Pretty non-sensical, but only around 5% of the words are deterministic, either because they only appear once, or because they are always followed by the same word.

And here’s the same thing looking two words back:

  • A good lifetime the census of men but also from the boat is still in force I proceed to set an example.
  • As for you can’t help it but as the insect does to the human fingers in the face of my doors.
  • Nor is it for a good start when the former that he should soon become my shipmate though but a combing wave hurled themselves bodily inboard again the third in the porch.
  • Upon this fleece holding his tongs in the far rush of the flood.

These make a bit more sense—maybe—but we’re already 43% deterministic. That is, 43% of two-word strings will always be followed by a specific word. Bear in mind, that’s 43% of two-word strings found, not 43% of unique two-word strings, which would be much higher (82%).

Some of these are fine. The word pair a sort appears 53 times, always followed by of. It’s not a terrible thing to copy such patterns verbatim, but our AI is nevertheless becoming more deterministic, and not all word triplets are canonical. glided by as, sea fell over, of pale forked and around 90 thousand other phrases have now been “hard coded” into our AI.

Here’s the same thing looking three words back:

  • In compliance with the standing order of his commander to report immediately and at any one of his own gums like a chimney hag.
  • As i live he’s comparing notes looking at his thigh bone thinks the sun is breaking through the clouds are rolling off serenest azure is at hand.
  • If your banker breaks you snap if your apothecary by mistake sends you poison in your pills you die.
  • Porpoise meat is good eating you know.

Good writing?
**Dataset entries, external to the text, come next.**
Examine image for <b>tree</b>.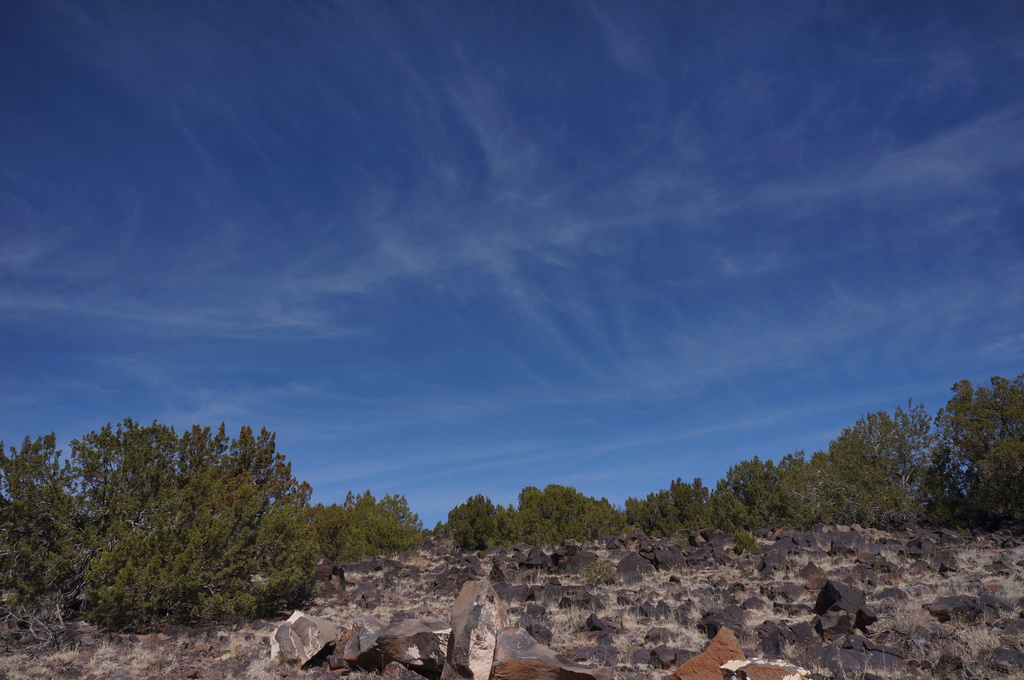
Examination result: {"left": 790, "top": 402, "right": 931, "bottom": 539}.
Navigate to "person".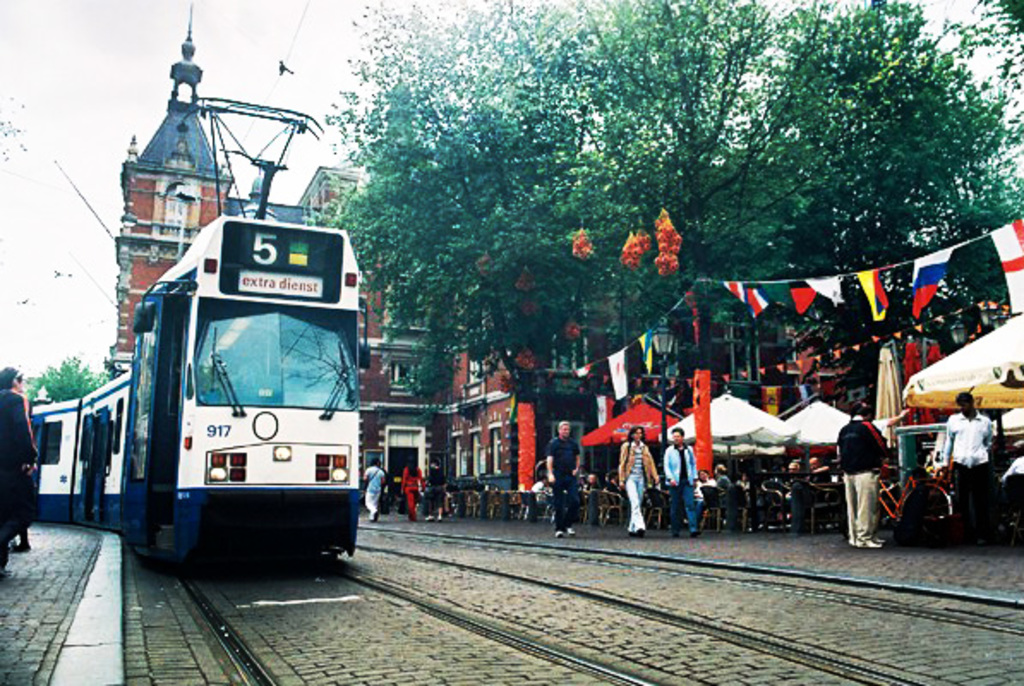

It should be, the last two sentences are quoted directly from the book. At three-words back, our AI is 80% deterministic. At four-words back, 92%—at that point, you’re basically just picking whole senteces out of the training text.

We’ve increased our data over FOUR HUNDRED THOUSAND PERCENT, but our strategy is still busted at three to four words back.

A big, thick book like Moby Dick looks like a lot of data, but it’s not.

So how many books is enough?

You could make a nice start with ALL of the books. Not just all of the Melville1 books, all of the books. But even that would only get you so far. Once you’d exhausted all the available training data, you’d have to start making inferences by looking at synonyms of words. With a sophisticated program, you could use sentences about labradores, beagles, and terriers to teach your AI more about dogs. You could translate sentences about perros, hunde, or cani (all words that mean dogs).

The Markov Chain is just one criterion you can use to select a next word. You can do more with the same amount of data if you leverage other criteria, but all such criteria will face the same data limitations. Your AI is HUNGRY, and no amount of processing power will ever change that.

  1. Herman Melville was a prolific American author in the 19th century. He wrote Moby Dick (1951) along with several other novels, short stories, and volumes of poetry.